NVIDIA Do-It-Yourself Quad SLI Launched
Spinnerbait writes "Today, NVIDIA will be releasing their Forceware v91.37 drivers and with them will be officially endorsing Do-It-Yourself Quad-SLI. HotHardware has put together an article detailing the steps necessary to assemble and configure a high-end Quad-SLI rig, and they give some thoughts regarding XHD Gaming and its associated costs. Those of you that are hell-bent on gaming ultra-high resolutions (1920X1200 or 2560X1600 for example), along with the highest available image quality, might want to give one of these setups a look." Before making a purchase I would recommend building that water-cooled credit card first.
Yes it does. It's much easier to take their shit after stabbing them.
:x
So you'd also go out and start punching people who have really nice home theatre systems? After all, spending that kind of dough to watch movies is sorta asking for it too.
I've got no problem with the early adopter crowd...they make things cheaper for the rest of us. If someone has that kind of disposable income, hey! More power to 'em!
(My sincere apologies if you were joking and I missed it.)
Doesn't matter, nVidia needs to showcase that they're at the forefront of GPU technology. Its a type of advertisement, word of mouth stuff. Consumers that hear about this will automatically link the best video cards to nVidia's product line.
Sigs are for Terrorists.
Tetris at decent FPS?
Do not try to read the dupe, thats impossible. Instead, only try to realize the truth
What truth?
There is no dupe
... like people doing scene generation, rendering, etc. Small biz and hobbyist type work.
Quad NVIDIA SLI Technology
Windows XP/2000
ForceWare Release 90
Version: 91.45
Release Date: August 9, 2006
Please make sure to read the Driver Installation Hints Document before you install this driver.
U.S. English
File Size: 32.8 MB
http://www.nvidia.com/object/winxp_2k_91.45.html
Most of the comments thus far are replies to some jealous asshole, so I'll try to steer this back on topic.
It's been possible to do for a while now, although it required some effort. From the benchmarks I've seen, QuadSLI is almost counterproductive for resolutions at or below 1600x1200. It does have a reasonable advantage in FEAR, but most other games showed very little improvement. That review didn't cover the 1920 and 2560 resolutions, but that's where the advantage should be quite significant. Of course, whether it's worth it or not depends on how many more hours you'll have to spend flipping burgers to pay it off.
Who owns the 3dfx code?
It seems crazy to be investing more than $1k in new videocards at this point in time, as nothing out currently is DirectX 10 (full windows vista) compatable. The new nVidia cards that are will be out in less than a month or so (if you believe the press).
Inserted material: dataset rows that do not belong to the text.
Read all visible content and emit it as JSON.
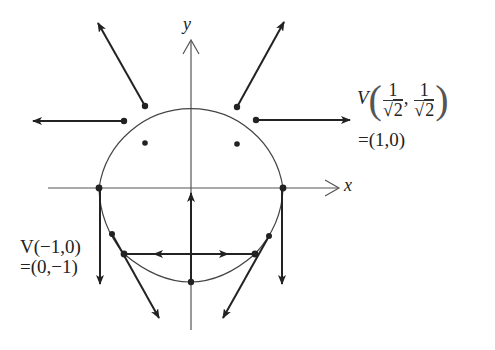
{
  "axes": {
    "x_label": "x",
    "y_label": "y"
  },
  "colors": {
    "stroke": "#222222",
    "axis": "#555555",
    "background": "#ffffff"
  },
  "labels": {
    "top_right": {
      "func": "V",
      "frac1_num": "1",
      "frac1_den": "2",
      "frac1_root": "√",
      "sep": ",",
      "frac2_num": "1",
      "frac2_den": "2",
      "frac2_root": "√",
      "open_paren": "(",
      "close_paren": ")",
      "result": "=(1,0)"
    },
    "left": {
      "line1": "V(−1,0)",
      "line2": "=(0,−1)"
    }
  },
  "geometry": {
    "circle": {
      "cx": 191,
      "cy": 188,
      "r": 93
    },
    "points": [
      {
        "name": "upper-left",
        "x": 145,
        "y": 106
      },
      {
        "name": "left-upper",
        "x": 124,
        "y": 121
      },
      {
        "name": "upper-right",
        "x": 237,
        "y": 107
      },
      {
        "name": "right-upper",
        "x": 256,
        "y": 120
      },
      {
        "name": "inner-left",
        "x": 145,
        "y": 143
      },
      {
        "name": "inner-right",
        "x": 237,
        "y": 144
      },
      {
        "name": "left-axis",
        "x": 99,
        "y": 188
      },
      {
        "name": "right-axis",
        "x": 283,
        "y": 188
      },
      {
        "name": "lower-left-small",
        "x": 112,
        "y": 234
      },
      {
        "name": "lower-right-small",
        "x": 269,
        "y": 236
      },
      {
        "name": "chord-left",
        "x": 124,
        "y": 254
      },
      {
        "name": "chord-right",
        "x": 255,
        "y": 254
      },
      {
        "name": "bottom",
        "x": 191,
        "y": 282
      }
    ]
  }
}
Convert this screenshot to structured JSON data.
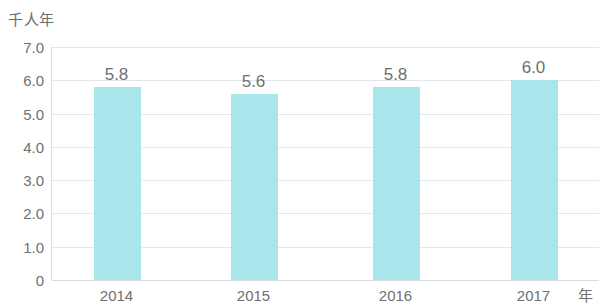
{
  "chart_data": {
    "type": "bar",
    "title": "",
    "subtitle": "",
    "xlabel": "年",
    "ylabel": "千人年",
    "categories": [
      "2014",
      "2015",
      "2016",
      "2017"
    ],
    "values": [
      5.8,
      5.6,
      5.8,
      6.0
    ],
    "data_labels": [
      "5.8",
      "5.6",
      "5.8",
      "6.0"
    ],
    "series": [
      {
        "name": "千人年",
        "values": [
          5.8,
          5.6,
          5.8,
          6.0
        ]
      }
    ],
    "ylim": [
      0,
      7.0
    ],
    "ytick_values": [
      0,
      1.0,
      2.0,
      3.0,
      4.0,
      5.0,
      6.0,
      7.0
    ],
    "ytick_labels": [
      "0",
      "1.0",
      "2.0",
      "3.0",
      "4.0",
      "5.0",
      "6.0",
      "7.0"
    ],
    "grid": true,
    "grid_axis": "y",
    "legend": false,
    "legend_position": "none",
    "bar_color": "#a8e6ec",
    "gridline_color": "#e4e7e9",
    "axis_color": "#d9dcde",
    "text_color": "#6f6f6f",
    "background_color": "#ffffff"
  }
}
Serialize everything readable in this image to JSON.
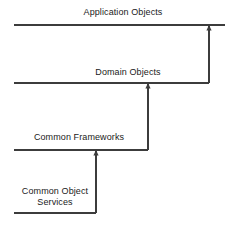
{
  "diagram": {
    "type": "layered-architecture",
    "orientation": "bottom-up",
    "background_color": "#ffffff",
    "line_color": "#3c3c3c",
    "text_color": "#1a1a1a",
    "canvas": {
      "width": 234,
      "height": 226
    },
    "layers": [
      {
        "id": "application-objects",
        "label": "Application Objects",
        "label_center_x": 123,
        "label_top_y": 7,
        "baseline_y": 25,
        "baseline_x_start": 14,
        "baseline_x_end": 225
      },
      {
        "id": "domain-objects",
        "label": "Domain Objects",
        "label_center_x": 128,
        "label_top_y": 67,
        "baseline_y": 83,
        "baseline_x_start": 14,
        "baseline_x_end": 209
      },
      {
        "id": "common-frameworks",
        "label": "Common Frameworks",
        "label_center_x": 79,
        "label_top_y": 132,
        "baseline_y": 150,
        "baseline_x_start": 14,
        "baseline_x_end": 148
      },
      {
        "id": "common-object-services",
        "label": "Common Object\nServices",
        "label_center_x": 55,
        "label_top_y": 186,
        "baseline_y": 213,
        "baseline_x_start": 14,
        "baseline_x_end": 96
      }
    ],
    "connectors": [
      {
        "id": "domain-to-application",
        "from_layer": "domain-objects",
        "to_layer": "application-objects",
        "x": 209,
        "y_from": 83,
        "y_to": 25,
        "arrowhead": "up"
      },
      {
        "id": "frameworks-to-domain",
        "from_layer": "common-frameworks",
        "to_layer": "domain-objects",
        "x": 148,
        "y_from": 150,
        "y_to": 83,
        "arrowhead": "up"
      },
      {
        "id": "services-to-frameworks",
        "from_layer": "common-object-services",
        "to_layer": "common-frameworks",
        "x": 96,
        "y_from": 213,
        "y_to": 150,
        "arrowhead": "up"
      }
    ]
  }
}
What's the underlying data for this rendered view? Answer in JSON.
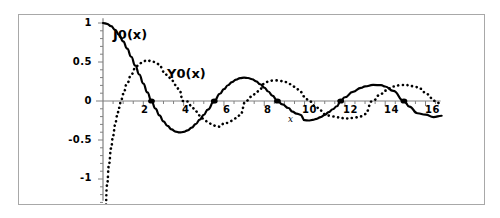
{
  "figure": {
    "frame_color": "#a8a8a8",
    "background": "#ffffff",
    "xaxis_name": "x"
  },
  "labels": {
    "j0": "J0(x)",
    "y0": "Y0(x)"
  },
  "chart_data": {
    "type": "line",
    "title": "",
    "subtitle": "",
    "xlabel": "x",
    "ylabel": "",
    "xlim": [
      0,
      16.8
    ],
    "ylim": [
      -1.25,
      1.05
    ],
    "xticks": [
      2,
      4,
      6,
      8,
      10,
      12,
      14,
      16
    ],
    "xticklabels": [
      "2",
      "4",
      "6",
      "8",
      "10",
      "12",
      "14",
      "16"
    ],
    "yticks": [
      1,
      0.5,
      0,
      -0.5,
      -1
    ],
    "yticklabels": [
      "1",
      "0.5",
      "0",
      "-0.5",
      "-1"
    ],
    "minor_tick_step_y": 0.1,
    "minor_tick_step_x": 0.5,
    "grid": false,
    "legend": "inline-annotations",
    "axis_color": "#808080",
    "series": [
      {
        "name": "J0(x)",
        "style": "solid",
        "color": "#000000",
        "linewidth": 2.2,
        "annotation": "J0(x)",
        "zeros": [
          2.405,
          5.52,
          8.654,
          11.792,
          14.931
        ],
        "x": [
          0,
          0.2,
          0.4,
          0.6,
          0.8,
          1,
          1.2,
          1.4,
          1.6,
          1.8,
          2,
          2.2,
          2.405,
          2.6,
          2.8,
          3,
          3.2,
          3.4,
          3.6,
          3.8,
          4,
          4.2,
          4.4,
          4.6,
          4.8,
          5,
          5.2,
          5.52,
          5.8,
          6,
          6.2,
          6.4,
          6.6,
          6.8,
          7,
          7.2,
          7.4,
          7.6,
          7.8,
          8,
          8.2,
          8.4,
          8.654,
          8.9,
          9.2,
          9.4,
          9.6,
          9.8,
          10,
          10.2,
          10.4,
          10.6,
          10.8,
          11,
          11.2,
          11.4,
          11.6,
          11.792,
          12,
          12.4,
          12.8,
          13,
          13.4,
          13.8,
          14,
          14.4,
          14.931,
          15.2,
          15.6,
          16,
          16.4,
          16.8
        ],
        "y": [
          1,
          0.99,
          0.96,
          0.912,
          0.846,
          0.765,
          0.671,
          0.567,
          0.455,
          0.34,
          0.224,
          0.11,
          0,
          -0.097,
          -0.185,
          -0.26,
          -0.32,
          -0.364,
          -0.392,
          -0.403,
          -0.397,
          -0.376,
          -0.342,
          -0.296,
          -0.24,
          -0.178,
          -0.11,
          0,
          0.093,
          0.151,
          0.202,
          0.243,
          0.274,
          0.293,
          0.3,
          0.295,
          0.279,
          0.251,
          0.215,
          0.172,
          0.122,
          0.069,
          0,
          -0.044,
          -0.09,
          -0.137,
          -0.161,
          -0.177,
          -0.246,
          -0.25,
          -0.243,
          -0.228,
          -0.206,
          -0.177,
          -0.143,
          -0.106,
          -0.067,
          0,
          0.048,
          0.117,
          0.169,
          0.187,
          0.206,
          0.203,
          0.186,
          0.13,
          0,
          -0.072,
          -0.157,
          -0.175,
          -0.206,
          -0.189
        ]
      },
      {
        "name": "Y0(x)",
        "style": "dotted",
        "color": "#000000",
        "linewidth": 2.6,
        "annotation": "Y0(x)",
        "zeros": [
          0.894,
          3.958,
          7.086,
          10.222,
          13.361,
          16.501
        ],
        "x": [
          0.12,
          0.2,
          0.3,
          0.4,
          0.5,
          0.6,
          0.7,
          0.8,
          0.894,
          1,
          1.2,
          1.4,
          1.6,
          1.8,
          2,
          2.2,
          2.4,
          2.6,
          2.8,
          3,
          3.2,
          3.4,
          3.6,
          3.8,
          3.958,
          4.2,
          4.4,
          4.6,
          4.8,
          5,
          5.2,
          5.4,
          5.6,
          5.8,
          6,
          6.2,
          6.4,
          6.6,
          6.8,
          7.086,
          7.4,
          7.6,
          7.8,
          8,
          8.2,
          8.4,
          8.6,
          8.8,
          9,
          9.2,
          9.4,
          9.6,
          9.8,
          10,
          10.222,
          10.6,
          10.8,
          11,
          11.2,
          11.4,
          11.6,
          11.8,
          12,
          12.4,
          12.8,
          13,
          13.361,
          13.8,
          14,
          14.4,
          14.8,
          15,
          15.4,
          15.8,
          16,
          16.501,
          16.8
        ],
        "y": [
          -1.45,
          -1.08,
          -0.807,
          -0.606,
          -0.445,
          -0.309,
          -0.191,
          -0.087,
          0,
          0.088,
          0.228,
          0.338,
          0.42,
          0.477,
          0.51,
          0.522,
          0.51,
          0.498,
          0.467,
          0.377,
          0.33,
          0.27,
          0.205,
          0.137,
          0,
          -0.007,
          -0.072,
          -0.132,
          -0.185,
          -0.231,
          -0.269,
          -0.298,
          -0.319,
          -0.33,
          -0.288,
          -0.281,
          -0.254,
          -0.221,
          -0.182,
          0,
          0.06,
          0.109,
          0.154,
          0.224,
          0.248,
          0.261,
          0.264,
          0.256,
          0.249,
          0.226,
          0.195,
          0.158,
          0.117,
          0.056,
          0,
          -0.083,
          -0.122,
          -0.168,
          -0.187,
          -0.199,
          -0.209,
          -0.215,
          -0.225,
          -0.217,
          -0.197,
          -0.168,
          0,
          0.092,
          0.133,
          0.186,
          0.206,
          0.205,
          0.19,
          0.156,
          0.095,
          0,
          -0.055
        ]
      }
    ]
  }
}
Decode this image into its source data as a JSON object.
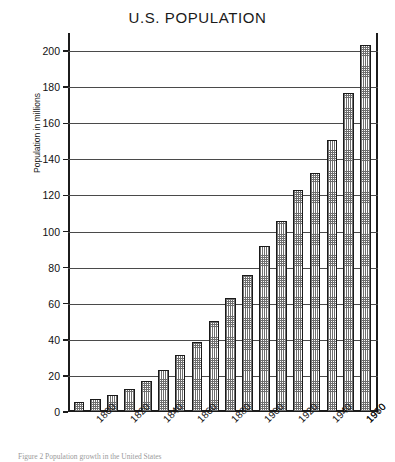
{
  "chart_data": {
    "type": "bar",
    "title": "U.S. POPULATION",
    "xlabel": "",
    "ylabel": "Population in millions",
    "ylim": [
      0,
      210
    ],
    "y_ticks": [
      0,
      20,
      40,
      60,
      80,
      100,
      120,
      140,
      160,
      180,
      200
    ],
    "grid": true,
    "legend": "none",
    "categories": [
      "1790",
      "1800",
      "1810",
      "1820",
      "1830",
      "1840",
      "1850",
      "1860",
      "1870",
      "1880",
      "1890",
      "1900",
      "1910",
      "1920",
      "1930",
      "1940",
      "1950",
      "1960",
      "1970"
    ],
    "visible_tick_labels": [
      "1800",
      "1820",
      "1840",
      "1860",
      "1880",
      "1900",
      "1920",
      "1940",
      "1960",
      "1970"
    ],
    "values": [
      5.3,
      7.2,
      9.6,
      12.9,
      17.1,
      23.2,
      31.4,
      38.6,
      50.2,
      62.9,
      76.0,
      92.0,
      105.7,
      122.8,
      132.2,
      150.7,
      177.0,
      203.2,
      203.2
    ],
    "bars": [
      {
        "year": "1790",
        "value": 5.3
      },
      {
        "year": "1800",
        "value": 7.2
      },
      {
        "year": "1810",
        "value": 9.6
      },
      {
        "year": "1820",
        "value": 12.9
      },
      {
        "year": "1830",
        "value": 17.1
      },
      {
        "year": "1840",
        "value": 23.2
      },
      {
        "year": "1850",
        "value": 31.4
      },
      {
        "year": "1860",
        "value": 38.6
      },
      {
        "year": "1870",
        "value": 50.2
      },
      {
        "year": "1880",
        "value": 62.9
      },
      {
        "year": "1890",
        "value": 76.0
      },
      {
        "year": "1900",
        "value": 92.0
      },
      {
        "year": "1910",
        "value": 105.7
      },
      {
        "year": "1920",
        "value": 122.8
      },
      {
        "year": "1930",
        "value": 132.2
      },
      {
        "year": "1940",
        "value": 150.7
      },
      {
        "year": "1950",
        "value": 177.0
      },
      {
        "year": "1960",
        "value": 203.2
      }
    ]
  },
  "caption": {
    "text": "Figure 2  Population growth in the United States"
  },
  "colors": {
    "axis": "#1c1c1c",
    "gridline": "#4a4a4a",
    "bar_outline": "#1a1a1a",
    "bar_fill": "#6e6e6e",
    "background": "#ffffff"
  }
}
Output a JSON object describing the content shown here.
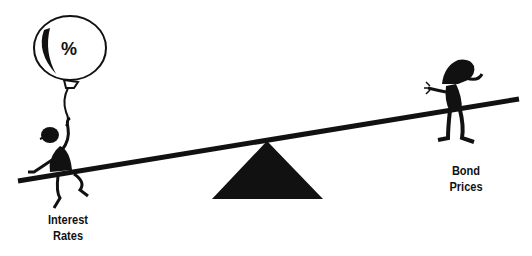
{
  "diagram": {
    "type": "seesaw-illustration",
    "balloon_symbol": "%",
    "left_label": [
      "Interest",
      "Rates"
    ],
    "right_label": [
      "Bond",
      "Prices"
    ],
    "colors": {
      "ink": "#111111",
      "background": "#ffffff"
    }
  }
}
Who cares if it's complete overkill. Overkill is good kill.
Everyone knows the main bottleneck in a modern gaming PC is the network card, not the graphics card!
Yeah I have a serious compatability issue between my wife and new PC hardware. She's AGP (a grouchy person).
It's called the halo effect and is the tendency for positive or negative perceptions to spill over from one product to another.
Halo products usually cost an arm and a leg too.
[Fuck Beta]
o0t!
You left out the cost of air conditioning your room after you put 4 of these space heaters in it.
It is by the juice of the coffee bean that thoughts acquire speed, the teeth acquire stains. The stains become a warning
They were able to get 78.9 FPS with Prey but only with 4-way full AFR (Alternate Frame Rendering). There is a big issue with serious gamers and this configuration.
On 4-way AFR the driver builds a display list and sends it to a GPU that isn't busy. It is possible to have all four GPUs busy (rendering frames) while the current frame is being displayed and a new display list is being generated by the CPU. This means what you see with 4-way full AFR can be up to 5 frames later than what is going on in the game engine. At 78.9 FPS, this can translate into nearly 64 ms of latency which is enough to get you killed if you're a serious gamer.
Serious gamers with Quad-SLI are going to want to use SFR (Split Frame Rendering) which cuts latency quite a bit but takes a performance hit to the FPS. There are definite inefficiencies to 4-way SFR with having all four cards render portions of the same scene vs 4-way AFR. You generate 4 times as much display list info (GPU fifo data) and you have to replicate more data and uploads (if textures don't fit into the 512MB memory) across the GPUs.
I'm not sure if the Quad-SLI supports an AFR/SFR hybrid where you can have 2X2 (2 GPUs working on SFR each in AFR queue) - this might balance the performance vs latency issue better.